Today, as I fed Anthony his lunch, he took my hot hand into his cold hand, and kissed it over and over again until I laughed hysterically.
Anthony: Shhhhh! You are so loud!
Me: I was always softly spoken until I met you!
Anthony: Shhhhh!
Me: Are you ready for your next mouthful? OMG you are like a starving dog!
Anthony: I’m hungry.
Anyway, after I fed him his lunch (he seems to have forgotten how to use cutlery – normal in cases of PDD) I got my mother’s amazing Christmas cake out of the cupboard and he pretty much vacuumed it all up!
Lately I have become a bit haphazard with visiting Ants. For example, when he is in sleep-mode, I don’t stay very long; but if he is in wide-awake mode, I stay. It’s a kind of loose arrangement whereby I try to spend at least a few hours per day with him. I should probably turn this into a more regular, regulated routine, but, since I stopped working at the university (and that is a few years ago now), I have lost any sense of daily routine. I suppose I have just been kind of going with the unpredictable flow of Anthony’s PDD.
When I take a day off from seeing Ants, I simply summon Ming or Meg to do so.
Almost every time I enter Anthony’s room, he looks at me and says: “How did you find me?”
Almost every time I leave Anthony’s room, he asks: “You won’t forget where I am?”
This afternoon, he whispered something a bit more poignant: “Jules, don’t forget about me” and I reassured him, of course!
His verbal antics aren’t so acrobatic anymore; his sarcasm is subdued, but the way Anthony stares at photos of Ming and me and him – especially the ones in which Ants is still healthy, I am young, and Ming is a little child – are particularly moving.
Now that Ming has converted a couple of videos into dvds (of wedding and baby Ming), I can see clearly how this nearly 40-year-old relationship has impacted on all of us in various ways.
And this is probably the moment in which I begin to cry (unless I find a good movie).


Transcribe the data that follows precisely, omitting nothing.
(Data extract Opens)
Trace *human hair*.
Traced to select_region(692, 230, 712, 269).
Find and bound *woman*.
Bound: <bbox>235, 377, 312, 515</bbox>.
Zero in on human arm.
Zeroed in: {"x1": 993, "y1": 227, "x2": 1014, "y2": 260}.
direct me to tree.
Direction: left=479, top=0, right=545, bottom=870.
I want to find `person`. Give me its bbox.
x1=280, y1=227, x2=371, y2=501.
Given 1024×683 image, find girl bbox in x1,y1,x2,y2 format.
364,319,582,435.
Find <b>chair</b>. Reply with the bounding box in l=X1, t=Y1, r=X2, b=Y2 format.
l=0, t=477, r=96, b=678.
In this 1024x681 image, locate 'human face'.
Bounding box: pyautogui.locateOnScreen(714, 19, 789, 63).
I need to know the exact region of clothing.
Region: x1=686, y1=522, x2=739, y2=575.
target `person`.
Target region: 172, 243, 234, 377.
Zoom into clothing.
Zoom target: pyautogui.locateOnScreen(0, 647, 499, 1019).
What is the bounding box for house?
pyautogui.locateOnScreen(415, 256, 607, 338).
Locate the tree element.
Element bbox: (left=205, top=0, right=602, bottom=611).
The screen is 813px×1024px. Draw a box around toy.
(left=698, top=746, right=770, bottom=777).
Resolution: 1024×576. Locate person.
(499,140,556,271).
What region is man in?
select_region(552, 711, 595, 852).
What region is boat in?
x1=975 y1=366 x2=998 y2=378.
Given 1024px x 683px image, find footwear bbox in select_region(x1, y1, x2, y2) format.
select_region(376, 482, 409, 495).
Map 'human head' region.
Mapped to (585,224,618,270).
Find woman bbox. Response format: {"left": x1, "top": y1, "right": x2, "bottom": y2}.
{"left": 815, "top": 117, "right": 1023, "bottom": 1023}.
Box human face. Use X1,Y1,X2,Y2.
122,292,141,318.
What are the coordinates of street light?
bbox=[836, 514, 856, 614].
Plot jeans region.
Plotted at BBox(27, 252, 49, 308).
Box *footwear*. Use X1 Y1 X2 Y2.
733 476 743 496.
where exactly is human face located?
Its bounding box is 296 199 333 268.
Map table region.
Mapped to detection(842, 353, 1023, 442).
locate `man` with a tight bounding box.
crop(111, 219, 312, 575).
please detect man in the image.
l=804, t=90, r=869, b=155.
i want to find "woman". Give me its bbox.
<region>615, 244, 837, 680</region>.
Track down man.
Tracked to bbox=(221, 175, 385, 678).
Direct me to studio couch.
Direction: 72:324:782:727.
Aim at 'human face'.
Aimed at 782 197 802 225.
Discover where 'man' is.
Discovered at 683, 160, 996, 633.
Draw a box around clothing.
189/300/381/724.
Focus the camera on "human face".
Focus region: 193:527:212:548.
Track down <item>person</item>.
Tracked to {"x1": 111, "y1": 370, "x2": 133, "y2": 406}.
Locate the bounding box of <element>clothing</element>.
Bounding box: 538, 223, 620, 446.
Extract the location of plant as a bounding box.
(Data extract Closes)
**Expected output**
Trace *human hair*.
Traced to select_region(692, 230, 712, 269).
Find and bound *woman*.
Bound: <bbox>235, 377, 312, 515</bbox>.
Zero in on human arm.
Zeroed in: {"x1": 993, "y1": 227, "x2": 1014, "y2": 260}.
direct me to tree.
Direction: left=479, top=0, right=545, bottom=870.
I want to find `person`. Give me its bbox.
x1=280, y1=227, x2=371, y2=501.
Given 1024×683 image, find girl bbox in x1,y1,x2,y2 format.
364,319,582,435.
Find <b>chair</b>. Reply with the bounding box in l=X1, t=Y1, r=X2, b=Y2 format.
l=0, t=477, r=96, b=678.
In this 1024x681 image, locate 'human face'.
Bounding box: pyautogui.locateOnScreen(714, 19, 789, 63).
I need to know the exact region of clothing.
Region: x1=686, y1=522, x2=739, y2=575.
target `person`.
Target region: 172, 243, 234, 377.
Zoom into clothing.
Zoom target: pyautogui.locateOnScreen(0, 647, 499, 1019).
What is the bounding box for house?
pyautogui.locateOnScreen(415, 256, 607, 338).
Locate the tree element.
Element bbox: (left=205, top=0, right=602, bottom=611).
The screen is 813px×1024px. Draw a box around toy.
(left=698, top=746, right=770, bottom=777).
Resolution: 1024×576. Locate person.
(499,140,556,271).
What region is man in?
select_region(552, 711, 595, 852).
What region is boat in?
x1=975 y1=366 x2=998 y2=378.
Given 1024px x 683px image, find footwear bbox in select_region(x1, y1, x2, y2) format.
select_region(376, 482, 409, 495).
Map 'human head' region.
Mapped to (585,224,618,270).
Find woman bbox. Response format: {"left": x1, "top": y1, "right": x2, "bottom": y2}.
{"left": 815, "top": 117, "right": 1023, "bottom": 1023}.
Box human face. Use X1,Y1,X2,Y2.
122,292,141,318.
What are the coordinates of street light?
bbox=[836, 514, 856, 614].
Plot jeans region.
Plotted at BBox(27, 252, 49, 308).
Box *footwear*. Use X1 Y1 X2 Y2.
733 476 743 496.
where exactly is human face located?
Its bounding box is 296 199 333 268.
Map table region.
Mapped to detection(842, 353, 1023, 442).
locate `man` with a tight bounding box.
crop(111, 219, 312, 575).
please detect man in the image.
l=804, t=90, r=869, b=155.
i want to find "woman". Give me its bbox.
<region>615, 244, 837, 680</region>.
Track down man.
Tracked to bbox=(221, 175, 385, 678).
Direct me to studio couch.
Direction: 72:324:782:727.
Aim at 'human face'.
Aimed at 782 197 802 225.
Discover where 'man' is.
Discovered at 683, 160, 996, 633.
Draw a box around clothing.
189/300/381/724.
Focus the camera on "human face".
Focus region: 193:527:212:548.
Track down <item>person</item>.
Tracked to {"x1": 111, "y1": 370, "x2": 133, "y2": 406}.
Locate the bounding box of <element>clothing</element>.
Bounding box: 538, 223, 620, 446.
Extract the location of plant as a bounding box.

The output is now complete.